Fix as the largest integer such that .
is the event that a non-trivial collision occurs by step .
Probability of collision first at step is (attempts over block space).
Probability of collision first at step is (2 values: 2 times attempts over block space).
Probability of collision first at step is . (attempts + 1 over block space) [why?]
Recall
Secrecy and integrity
:
Run to obtain a key
The adversary is given input and access to an encryption oracle . The adversary outputs a ciphertext .
Let , and let denote the set of all queries that asked its encryption oracle. The output of the experiment is 1 if and only if (1) and (2) .
A private-key encryption scheme is unforgeable if for all probabilistic polynomial-time adversaries , there is a negligible function such that:
A private-key encryption scheme is an authenticated encryption scheme if it is CCA-secure and unforgeable.
This is the strongest security definition yet!
Goal: Come up with a construction that combines any CPA-secure encryption scheme with any unforgeable to achieve authenticated encryption.
Given , , come up with ciphertext and tag .
Three obvious constructions:
Encrypt and authenticate
,
Authenticate then encrypt
,
Encrypt then authenticate
,
,
Nope.
Unforgabilty does not guarantee secrecy; may leak information about
,
Nope.
Mumble mumble, padding oracle attack, mumble mumble
,
Yes!
Let be a private-key encryption scheme and let be a message authentication code, where in each case key generation is done by simply choosing a uniform -bit key. Define a private-key encryption scheme as follows:
: on input , choose independent, uniform and output the key .
: on input a key and a plaintext message , compute and . Output the ciphertext .
: on input a key and a ciphertext , first check whether . If yes, then output ; if no, then output .

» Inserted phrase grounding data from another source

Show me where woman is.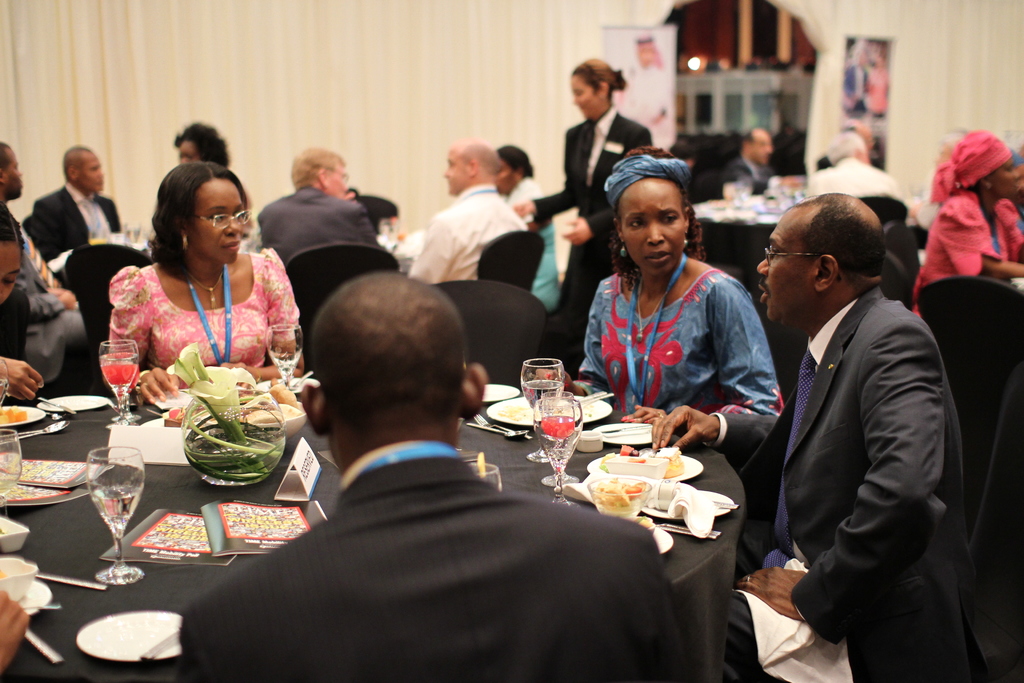
woman is at (x1=514, y1=44, x2=652, y2=364).
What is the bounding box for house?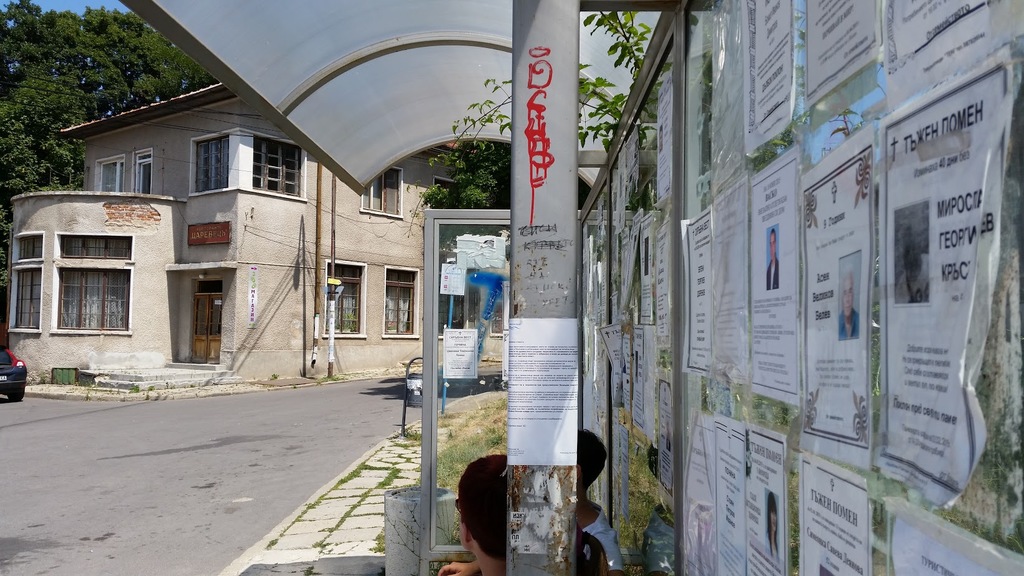
region(92, 75, 408, 394).
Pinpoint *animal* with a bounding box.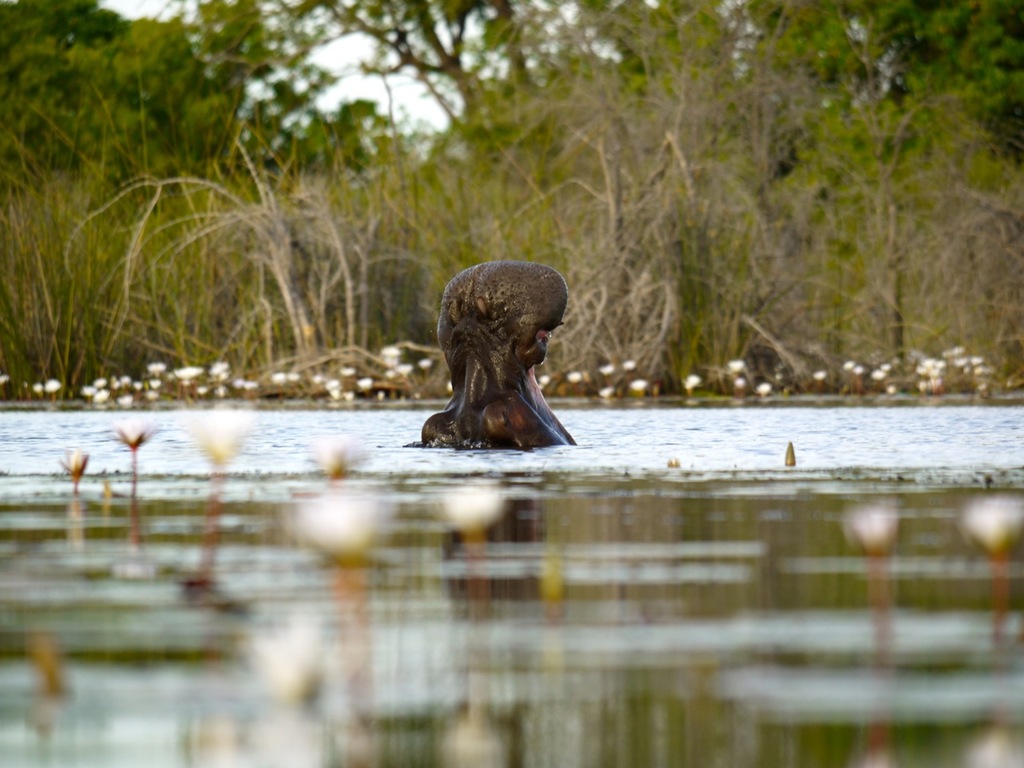
box(406, 255, 578, 453).
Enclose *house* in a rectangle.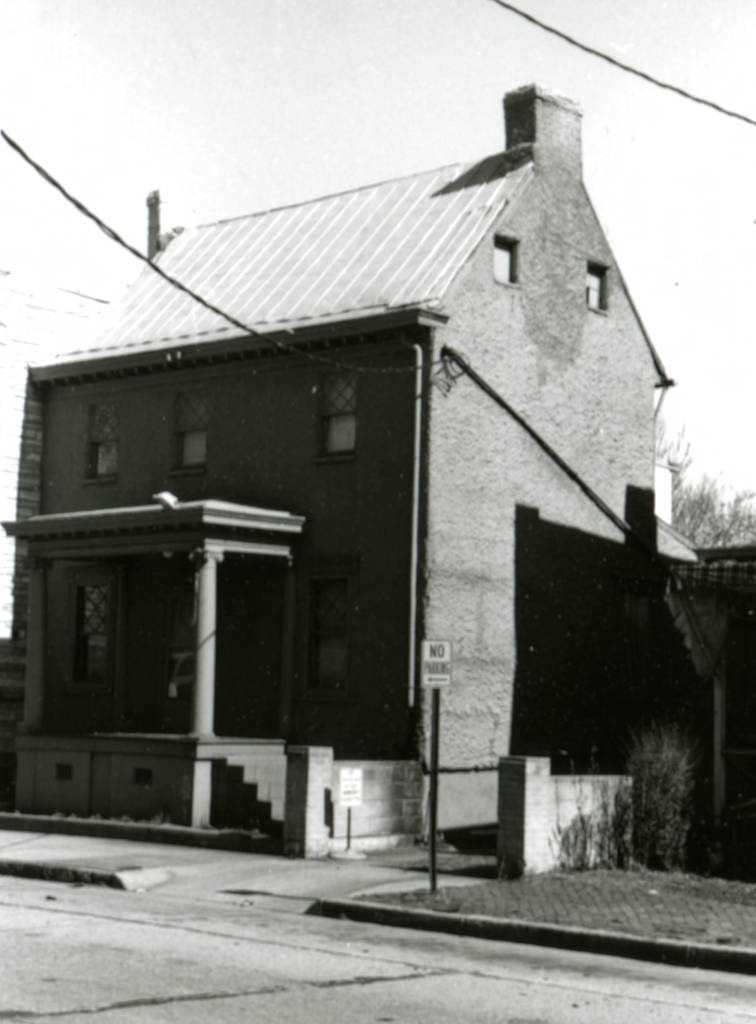
{"left": 11, "top": 97, "right": 706, "bottom": 891}.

Let be a CPA-secure private-key encryption scheme, and let be a strongly secure message authentication code. Then Construction 4.18 is an authenticated encryption scheme.
Show that strong security of implies that any “new” ciphertexts submitted by will be invalid.
is negligible
Intuitively (again): If can forge a valid ciphertext, it has beaten
Formally: We construct an adversary attacking by running a a adversary .
Let be a polynomial upper-bound on the number of decryption-oracle queries made by
The challenge ciphertext is prepared in the exact same way (with a uniform bit chosen to select the message mbthat gets encrypted).
When makes a decryption-oracle query for the ciphertext answer it as follows: If this is the ith decryption-oracle query, output (c, t).j0 Otherwise:
Technically, yes.
But we won’t look into that.
Because unforgeability is an easy way to get CCA-security.